The Home Stretch

Original title: La ligne droite

Author: Gibeau, Yves

Publication Date:

September 2021

Pages:

266

Original language and publisher

French | En Exergue

Territories Handled

Worldwide excl. French

Genres

Historical Fiction, Literary Fiction, Sport, WWII

Number of copies sold:

100,000

Awards:

  • 1957 Sports Writers Association Grand Prix (winner)

The Home Stretch

Original title: La ligne droite

Author: Gibeau, Yves

Synopsis

This greater improvement of oneself, this symposium where the being that one is confronts the one that one aspires to become, constitutes precisely one of the themes of Yves Gibeau’s latest novel La Ligne Droite. This book is an event, which brings sport into literature for the first time, without the shadow of complacency. Let us understand that the author does not use athletics as a stepping stone, or running as a pretext to tie up the anecdote. It only adds to the intimately experienced precision of the documentary the natural “suspense” which results from any struggle with the stopwatch. He is passionate about evidence and honesty. Writing here is no longer an artifice, but an art of transposition which reveals and highlights the lines of force and grandeur of one of the faces of human activity. It acts like a revelator and, for many, this story will indeed be a revelation. L’Équipe, 18 Octobre 1956, « La Semaine buissonnière » d’Antoine Blondin 

Preface by Philippe Delerm

Stefan Volker, Germany’s most promising 800-meter runner, is sent to the Eastern Front of World War II. Five years later, his trainer, Julius Henckel, sets off looking for him in a war-shattered Germany. He finds his former protégé alive and well, but Volker has lost an arm and is selling newspapers under a false name at the Munich train station. But even worse than the physical mutilation are the horrors experienced during the war that have left Volker broken in spirit. The Home Stretch tells the story of one man’s attempt to bring another back to life. But is it possible to help a man who refuses to help himself?

A remarkable book that brings sport, for the first time ever, into the arena of literature, without an ounce of complacency. The author does not use athleticism as a leg-up, nor is running a pretext for wrapping up a good story. All he adds to the documentary narrative’s detailed exactitude is the natural ‘suspense’ that comes with any contest involving a stopwatch. The account’s clarity and honesty are utterly captivating. Prose here is not an artifice but rather an art of reordering that reveals and amplifies the underlying strengths and the scope of a particular aspect of human activity. The same way a developing bath reveals an image, the story, for many of us, will indeed be a revelation.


== What this task involves ==
Each line of the records has to be copied exactly, though the pictures must be left out.

Start of Data for this task

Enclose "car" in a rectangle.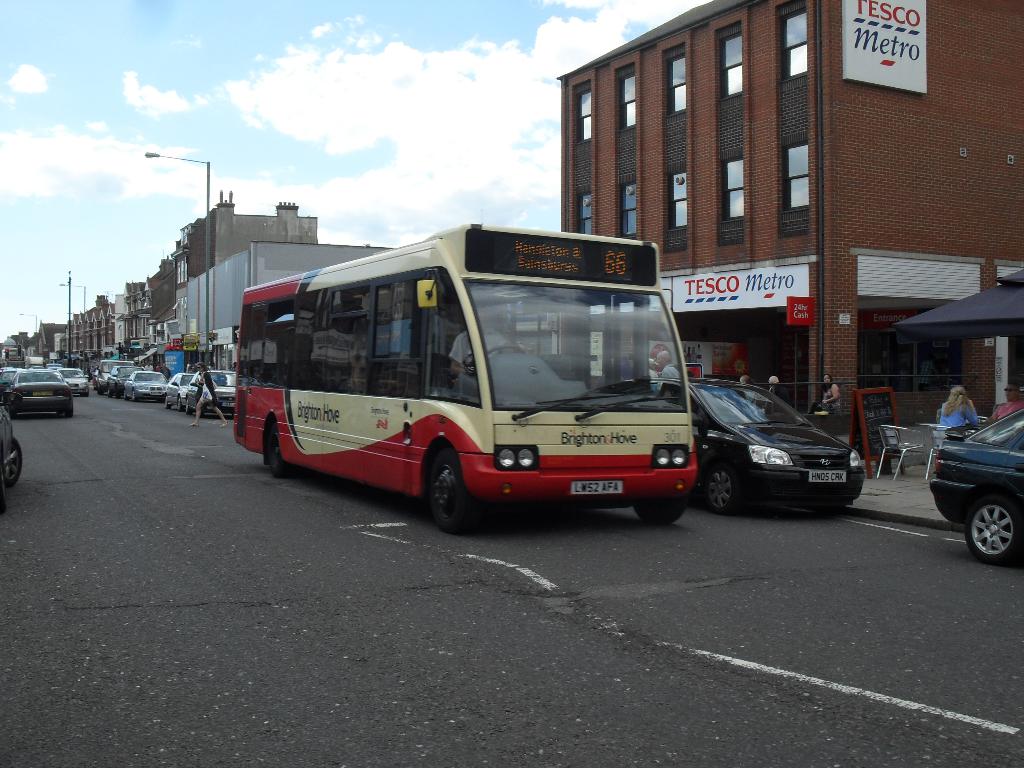
crop(0, 368, 81, 425).
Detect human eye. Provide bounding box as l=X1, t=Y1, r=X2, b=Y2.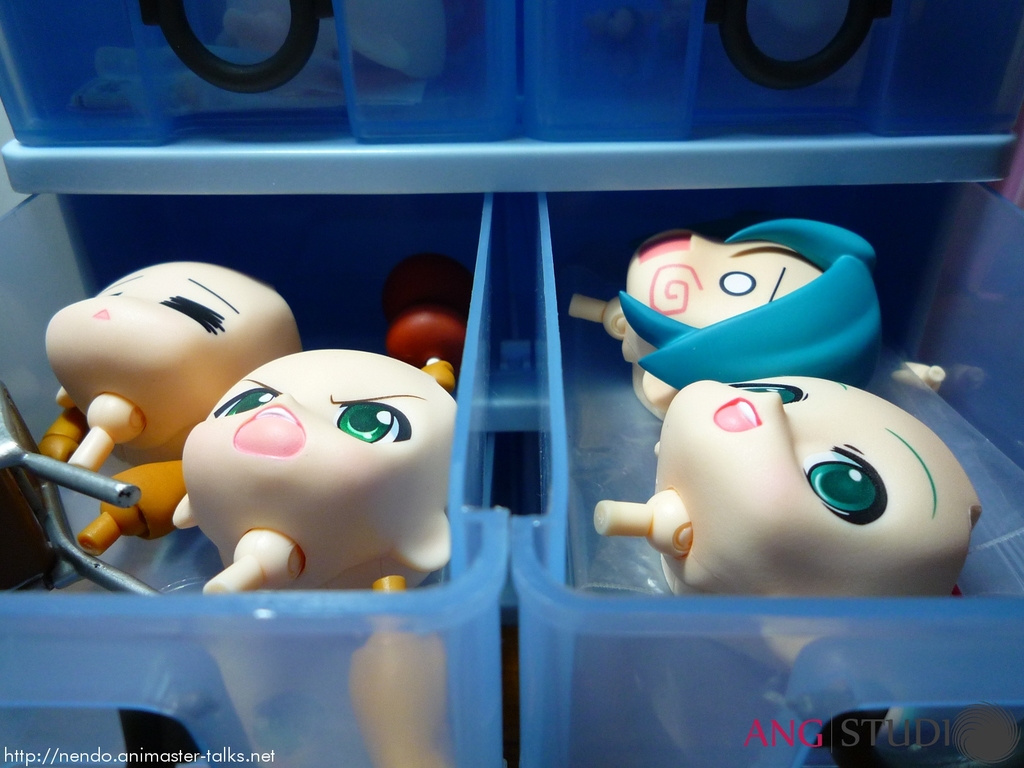
l=337, t=399, r=408, b=442.
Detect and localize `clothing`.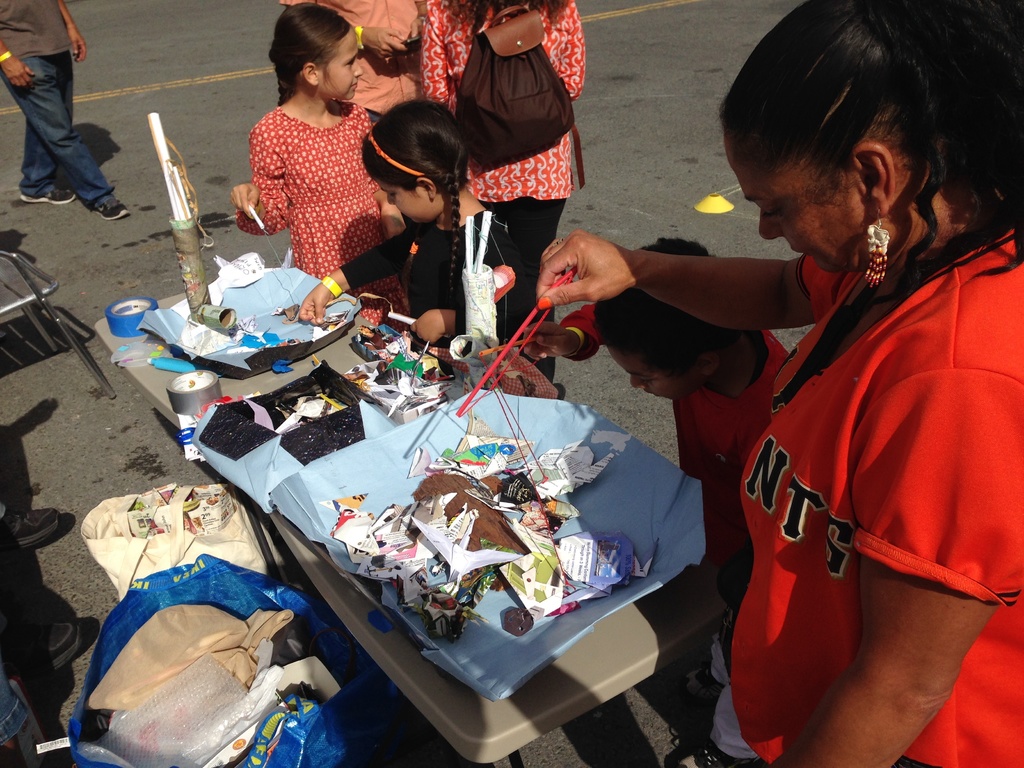
Localized at x1=280 y1=0 x2=426 y2=123.
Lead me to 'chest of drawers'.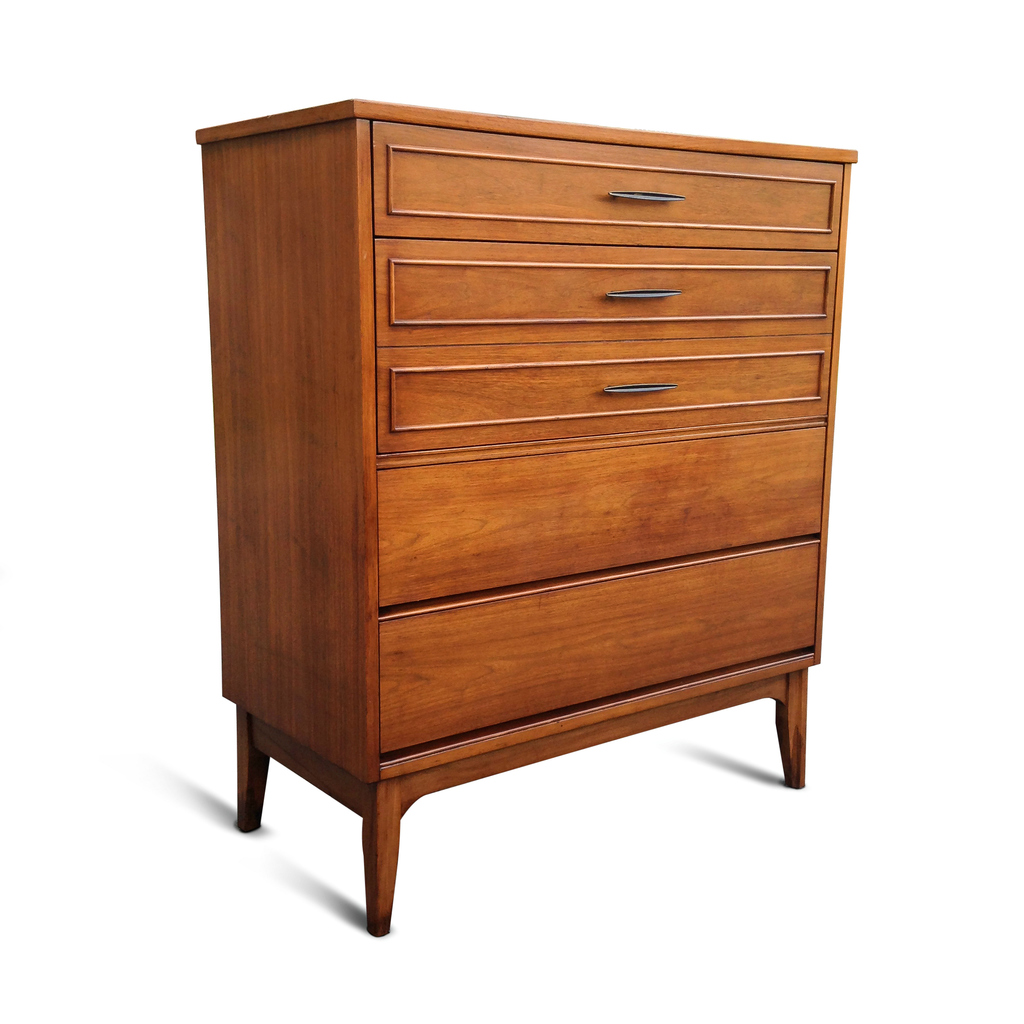
Lead to bbox(191, 96, 858, 940).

End of Data for this task

== Answer ==
Enclose "car" in a rectangle.
crop(0, 368, 81, 425).
Detect human eye. Provide bounding box as l=X1, t=Y1, r=X2, b=Y2.
l=337, t=399, r=408, b=442.
Detect and localize `clothing`.
Localized at x1=280 y1=0 x2=426 y2=123.
Lead me to 'chest of drawers'.
Lead to bbox(191, 96, 858, 940).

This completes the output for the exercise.